Standing on the Promises
Isaiah 65:17-25 (NRSV)
For I am about to create new heavens
    and a new earth;
the former things shall not be remembered
    or come to mind.
But be glad and rejoice forever
    in what I am creating;
for I am about to create Jerusalem as a joy,
    and its people as a delight. 
I will rejoice in Jerusalem,
    and delight in my people;
no more shall the sound of weeping be heard in it,
    or the cry of distress.
No more shall there be in it
    an infant that lives but a few days,
    or an old person who does not live out a lifetime;
for one who dies at a hundred years will be considered a youth,
    and one who falls short of a hundred will be considered accursed.
They shall build houses and inhabit them;
    they shall plant vineyards and eat their fruit.
They shall not build and another inhabit;
    they shall not plant and another eat;
for like the days of a tree shall the days of my people be,
    and my chosen shall long enjoy the work of their hands.
They shall not labor in vain,
    or bear children for calamity;
for they shall be offspring blessed by the Lord—
    and their descendants as well.
Before they call I will answer,
    while they are yet speaking I will hear.
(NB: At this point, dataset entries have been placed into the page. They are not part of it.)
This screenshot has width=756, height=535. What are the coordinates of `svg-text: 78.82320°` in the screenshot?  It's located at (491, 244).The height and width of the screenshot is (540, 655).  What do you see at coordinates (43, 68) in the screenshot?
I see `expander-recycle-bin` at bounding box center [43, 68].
The wolf and the lamb shall feed together,
    the lion shall eat straw like the ox;
    but the serpent—its food shall be dust!
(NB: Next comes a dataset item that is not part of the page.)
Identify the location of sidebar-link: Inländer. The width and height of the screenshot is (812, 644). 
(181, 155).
They shall not hurt or destroy
    on all my holy mountain,
says the Lord.

During the lectionary year we expect to hear certain things at certain seasons, the Nativity during Christmas, the Resurrection during Easter. Proper 28, the next to last Sunday of the year, we expect an ominous apocalyptic reading about what lies ahead. And not just ominous, it will be scary, threatening. So our gospel is taken from Luke’s version of the “Little Apocalypse,” with Jesus telling his disciples the terrible destruction that will come, not only to Jerusalem and the Temple, but to the society, and to them personally. It will be for them a latter day recurrence of the catastrophic invasion of 596-586 BC when the Babylonians reduced Jerusalem to a wasteland. 
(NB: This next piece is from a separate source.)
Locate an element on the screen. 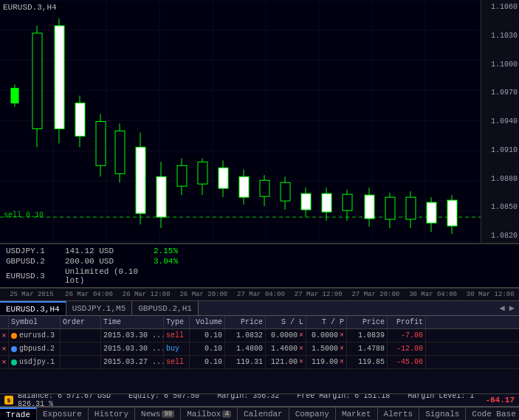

It’s scary, but there is promise. In the gospel reading there is promise for the faithful. In fact, promise is nearly always part of the apocalyptic genre, I don’t know that it’s right to call it “the apocalyptic carrot,” but it’s usually there. We see it in Revelation, promise for Christians who remain faithful to Christ through the horrors of the persecution. In Sunday’s gospel, Luke recalls Jesus saying that we faithful will be OK, not a hair of our head will be harmed. Isaiah is one of the Old Testament “prophets of doom,” predicting terrible calamity for Judea, Jerusalem and God’s people Israel, which in fact came down on them with the Babylonian invasion. Yet even in Isaiah there is promise: Jerusalem will be restored as a place of joy, a new creation. That’s what Sunday’s first reading is all about. It's not really "carrot" either, it's chesed, steadfast love, God's lovingkindness. "Before they call, I will answer." God is faithful even though we are not.